Measurement reading data:
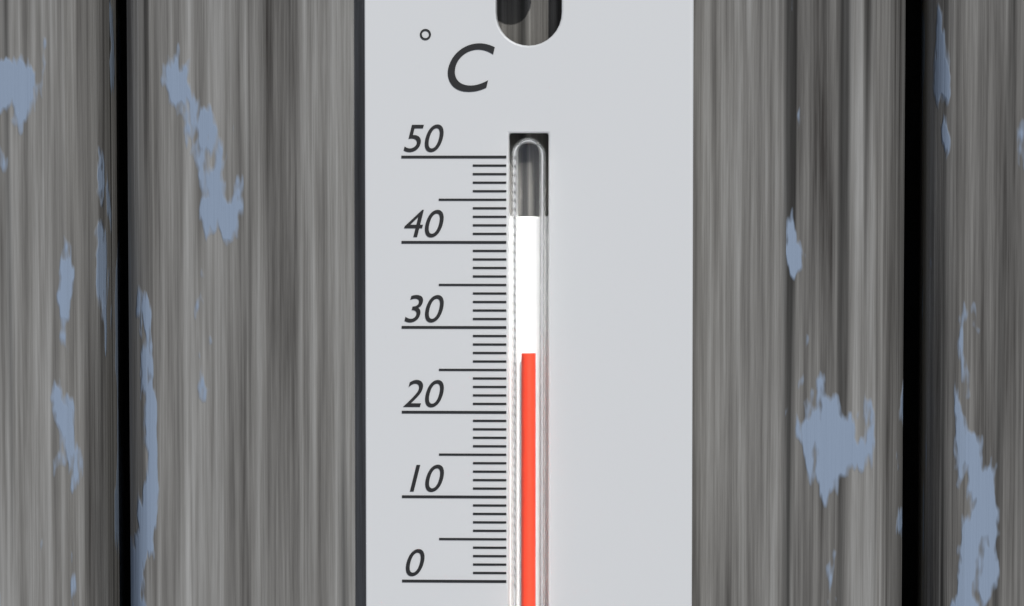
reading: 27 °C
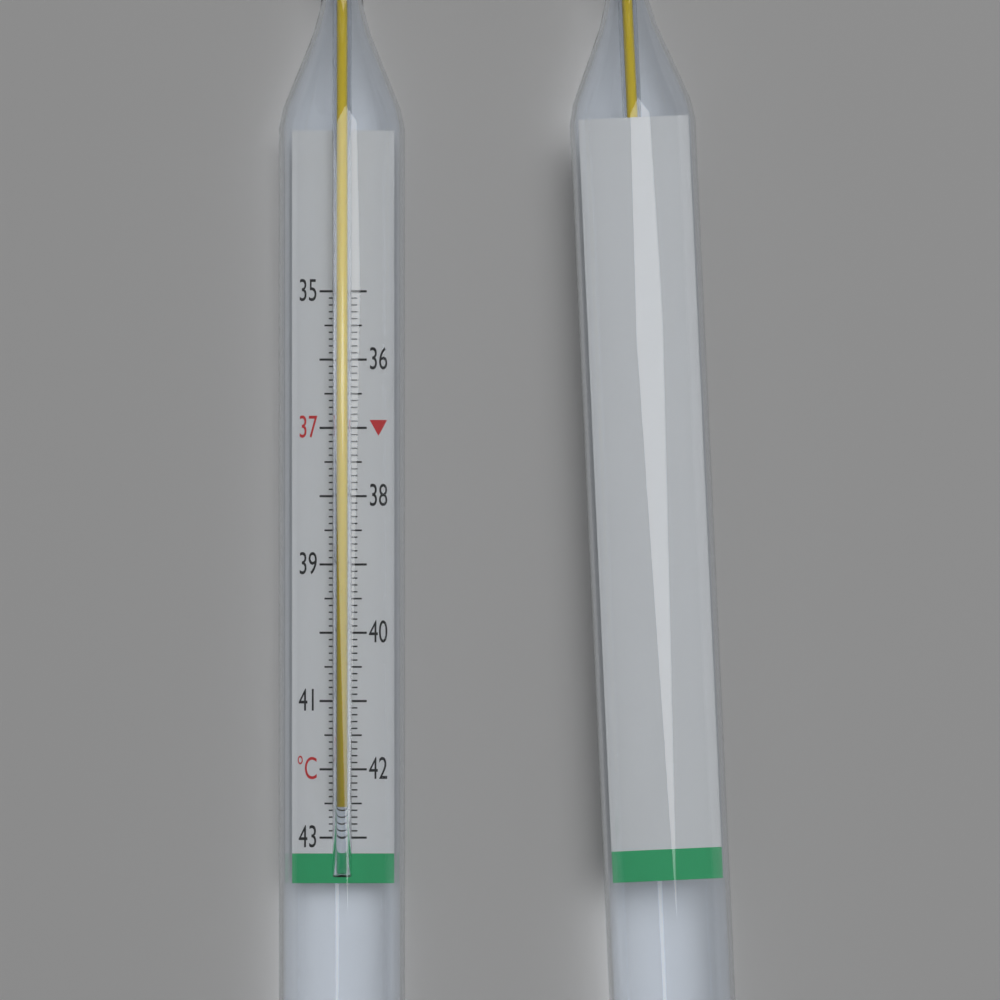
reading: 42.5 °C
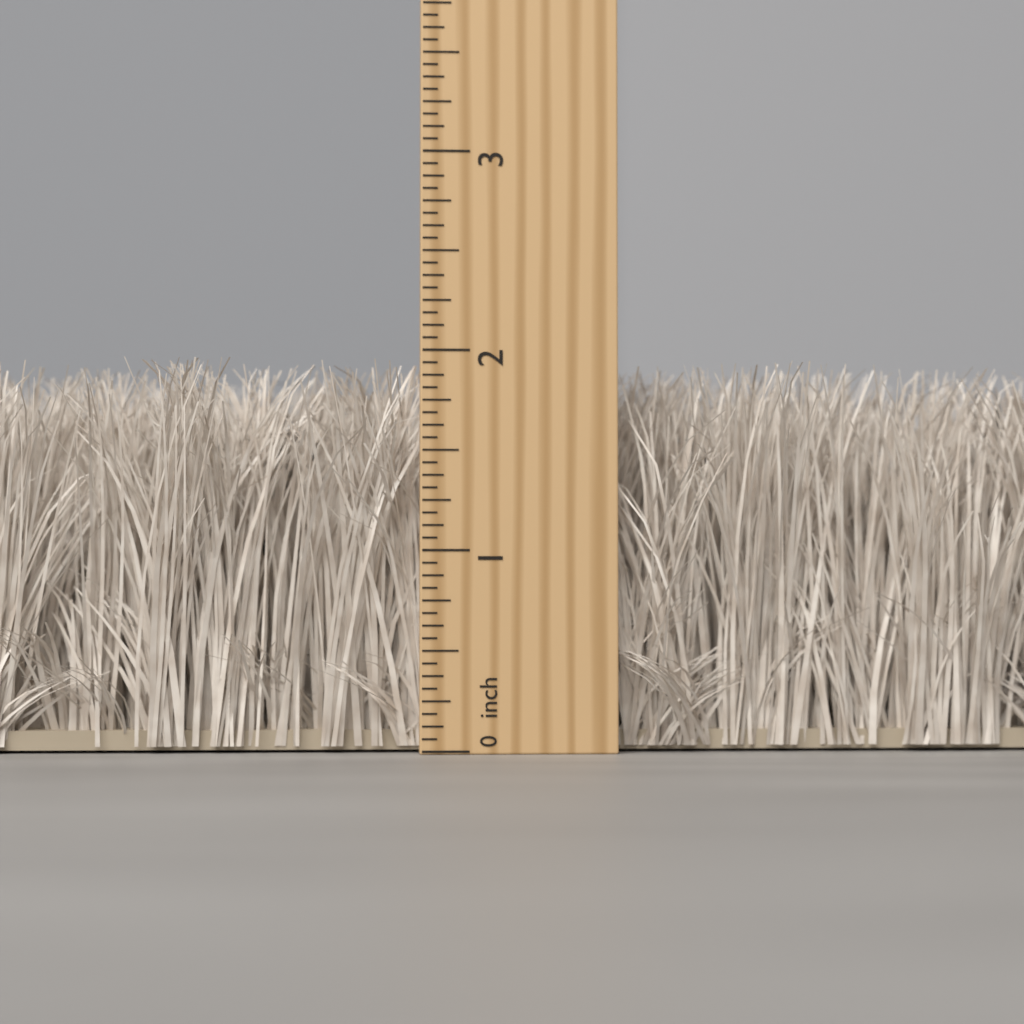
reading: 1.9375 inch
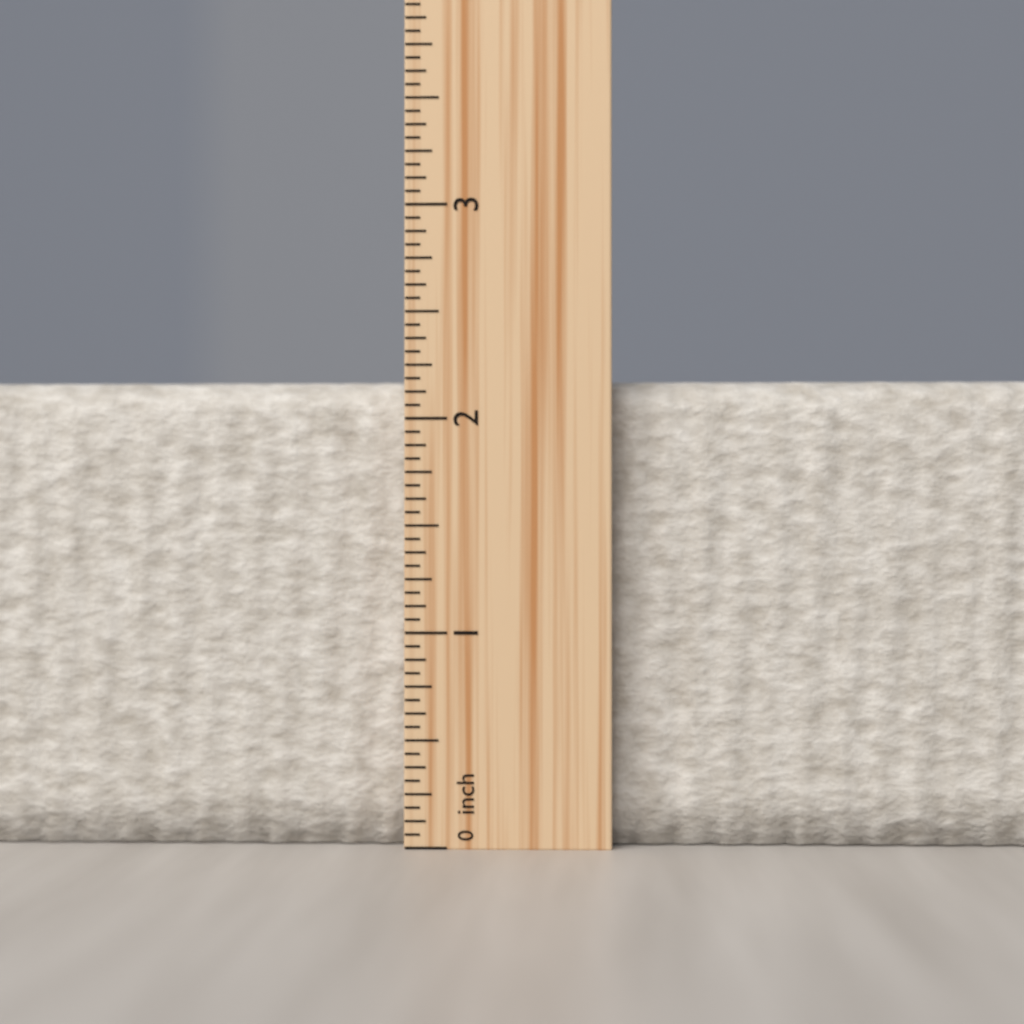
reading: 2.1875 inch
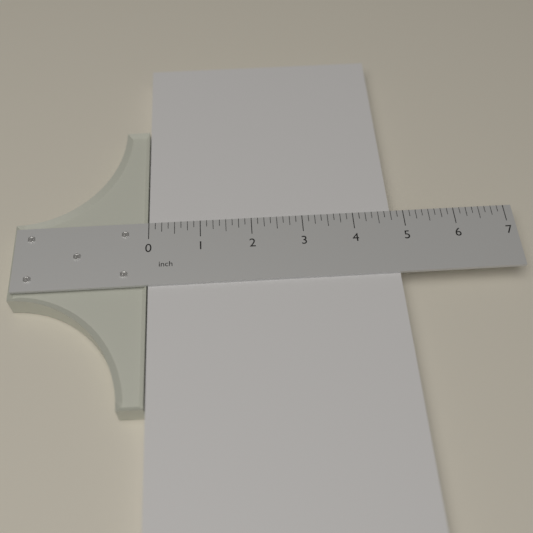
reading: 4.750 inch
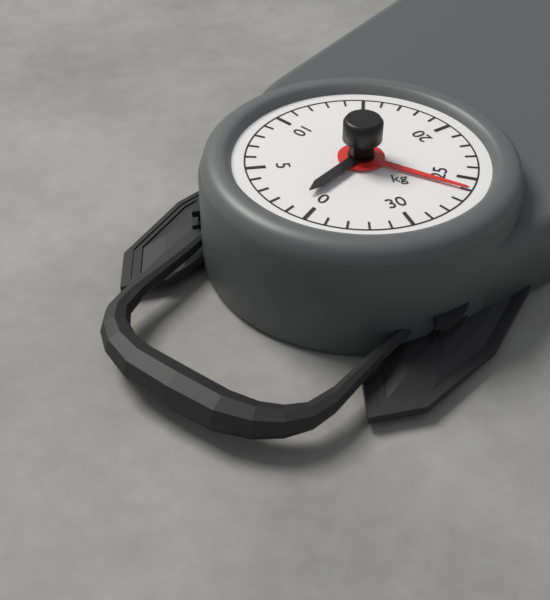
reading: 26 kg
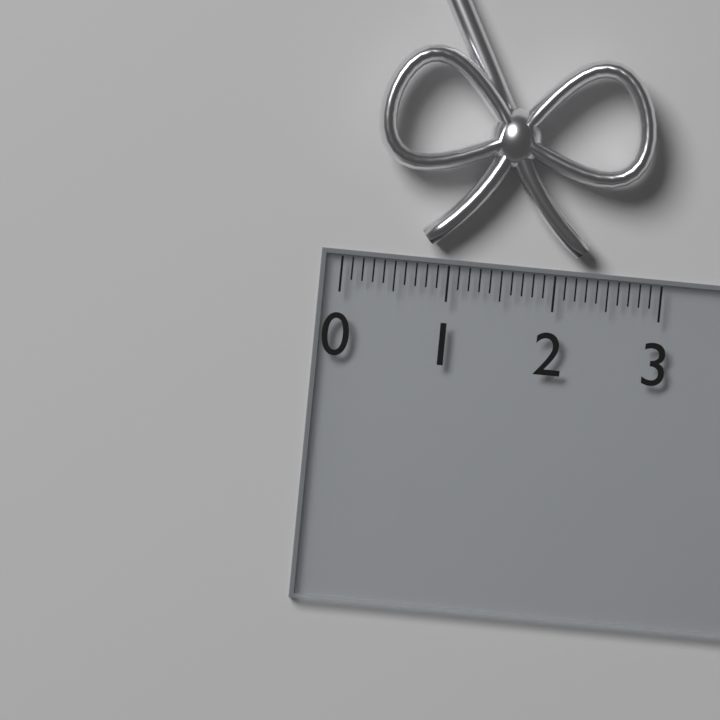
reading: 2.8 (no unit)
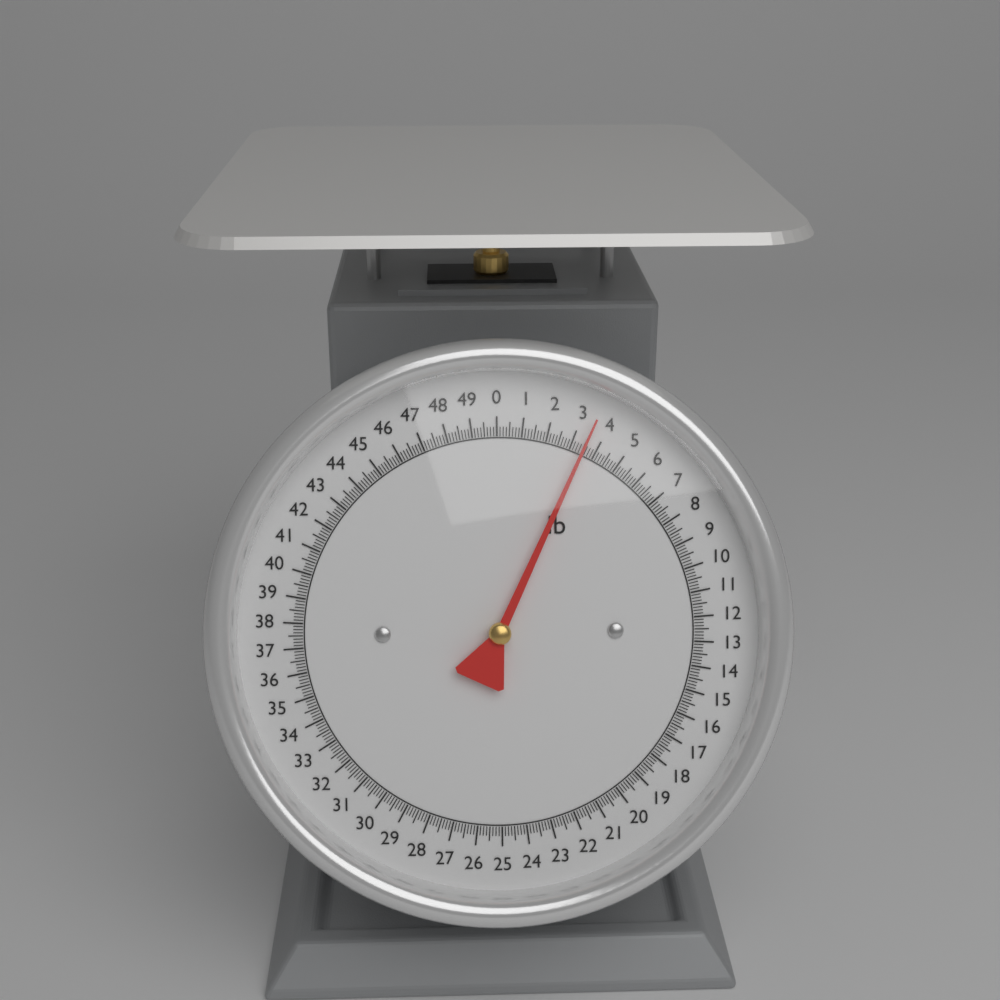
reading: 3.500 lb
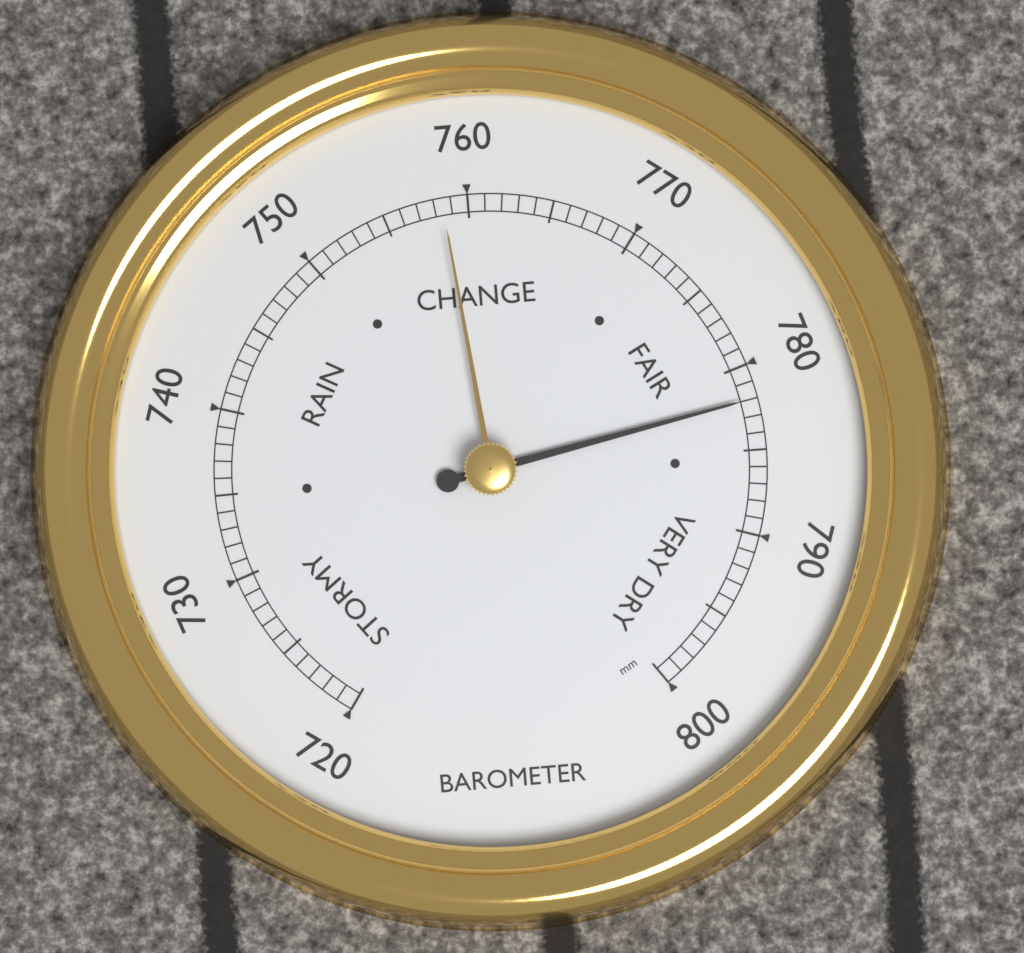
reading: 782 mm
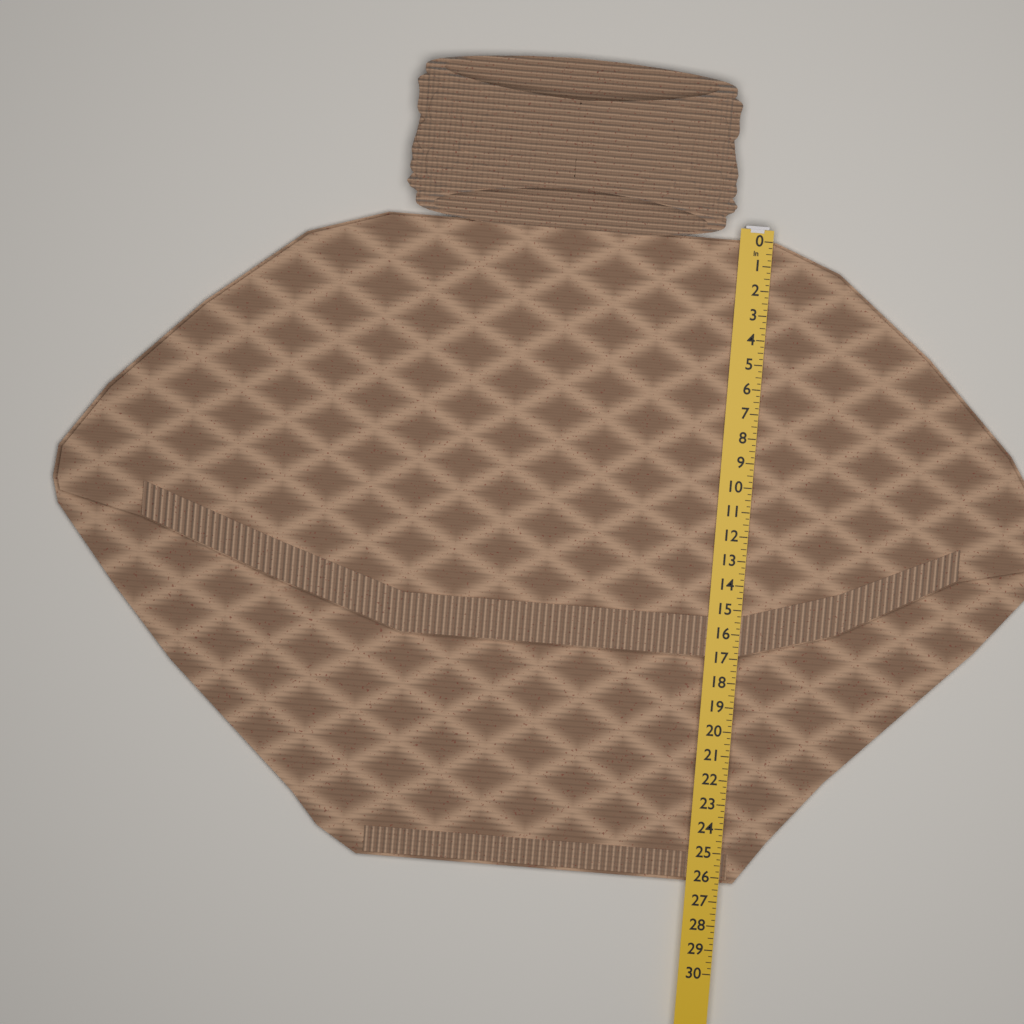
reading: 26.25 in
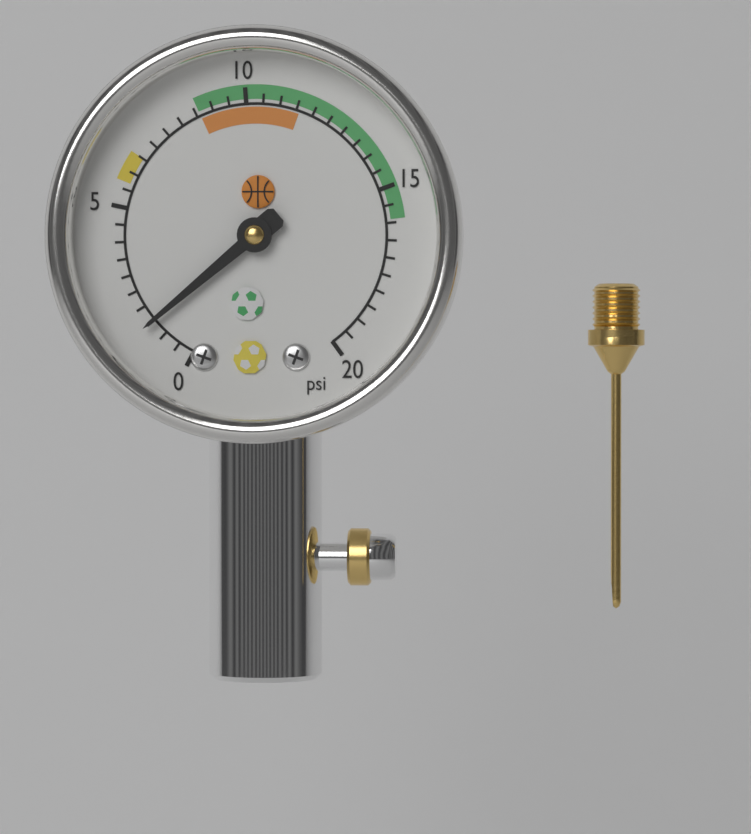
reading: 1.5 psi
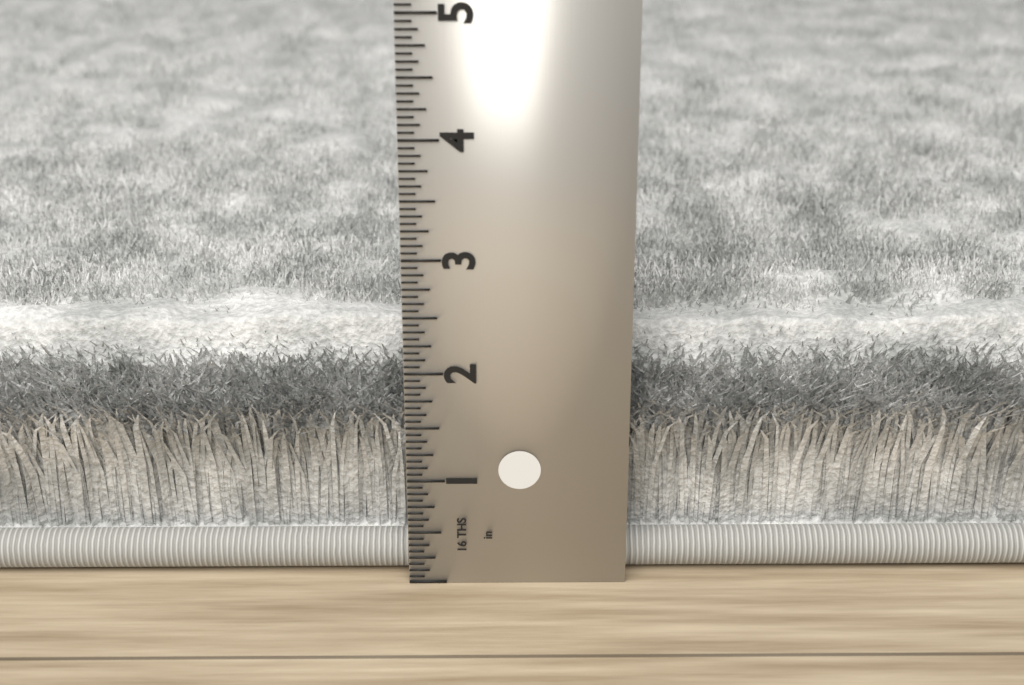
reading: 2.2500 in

#### [Task goal]
Would you set down the records exactly, with no pictures included?

#### [Task result]
reading: 27 °C
reading: 42.5 °C
reading: 1.9375 inch
reading: 2.1875 inch
reading: 4.750 inch
reading: 26 kg
reading: 2.8 (no unit)
reading: 3.500 lb
reading: 782 mm
reading: 26.25 in
reading: 1.5 psi
reading: 2.2500 in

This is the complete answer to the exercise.